Silkworm breeding records: how to transform from insect to moth?

Many of you don’t know how silkworms are born. Like most molluscs, silkworms are oviparous. The eggs are tiny, smaller than a sesame seed, and we used to call them silkworm seeds.

mulberry silk duvet

The village committee orders the silkworm, and the amount ordered by each family is determined by the number of mulberry leaves they produce.

Before taking the silkworm seed home to hatch, an important task is to clean the silkworm breeding room and, importantly, disinfect it. This is because silkworms are very delicate, and if they are not disinfected, they will have a high incidence of disease.

The seeds were taken back to the silkworm room, and when the temperature was raised to 70 degrees Celsius, the silkworms began to break out of their shells. The newly hatched silkworm is dark and languid and seems to be growing tiny hairs, wriggling piece by piece.

The young silkworms at this stage have to be fed on the youngest leaves at the top of the mulberry branches; they are indeed too delicate, just like a newborn baby. From this day onwards, they must be carefully looked after every day. It takes about forty days before and afterwards, during which time, in addition to feeding, two things are very important: maintaining the temperature and humidity. If you are not careful, the temperature can be too high or too low, affecting the growth of silkworms.


During these forty days, the silkworm sleeps four times – we call them first sleep, second sleep, third sleep, and fourth sleep. Each sleep is a metamorphosis. I have always felt that each sleep corresponds to a human being’s age of eight, sixteen, twenty-four, and thirty-two.

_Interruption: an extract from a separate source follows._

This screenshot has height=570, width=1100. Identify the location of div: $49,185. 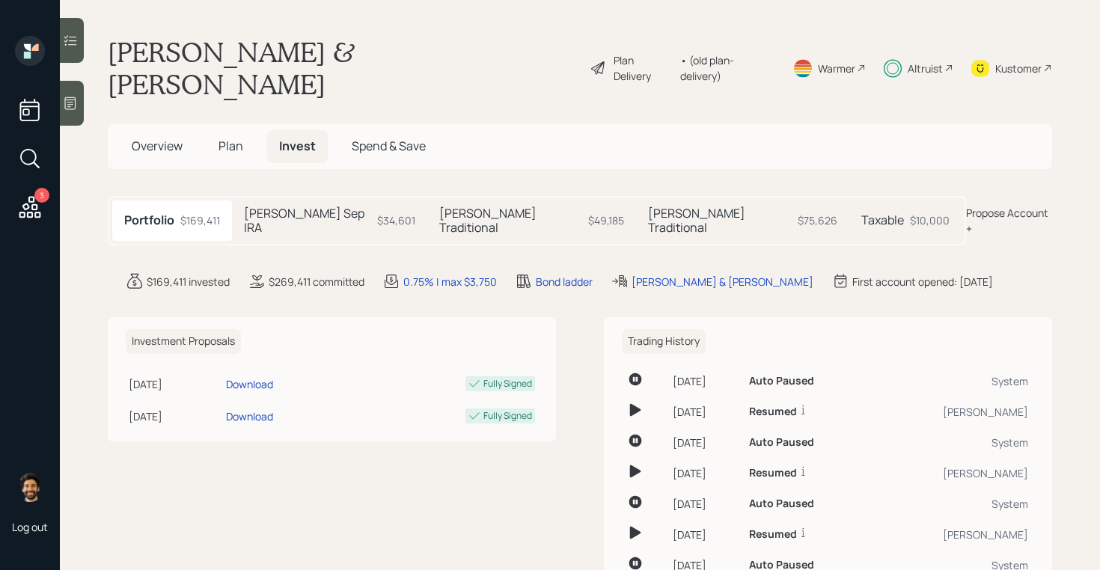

By the time it wakes up from its fourth sleep, the silkworm begins to enter its violent growth phase, which lasts about ten days and is the most powerful stage for eating mulberry leaves; basically, 80 per cent of the leaves are eaten by them at this stage.

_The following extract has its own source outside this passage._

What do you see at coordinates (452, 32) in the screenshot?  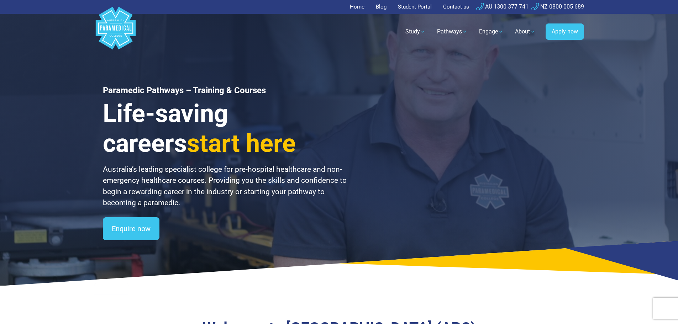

These ten days are also the busiest time for silkworm rearing, we had to feed the silkworms with mulberry leaves in the morning before we could have breakfast, and then we had to pick mulberry leaves after having a quick bite to eat.

There is no other way to collect mulberry leaves, but by hand, one mulberry branch at a time, the speed is very slow, a day down, only barely enough to pick the amount of the day, and then rush back home to feed the evening meal of mulberry leaves, tossed down, it is almost 9:00 -10:00 pm.

There are many other tedious things to do when raising silkworms, such as removing the sand, which means removing the silkworm poop. Because the silkworms are kept in a dustpan, the sand has to be cleaned out regularly. Of course, silkworm poop is not dirty at all. The sand can be used as medicine and can also be used as a pillow. You could say that every part of the silkworm is a treasure.

mulberry silk duvet

The first seven or eight days are not the busiest, but the ninth and tenth days, when the silkworm undergoes its most fundamental transformation – spitting out silk and making a cocoon.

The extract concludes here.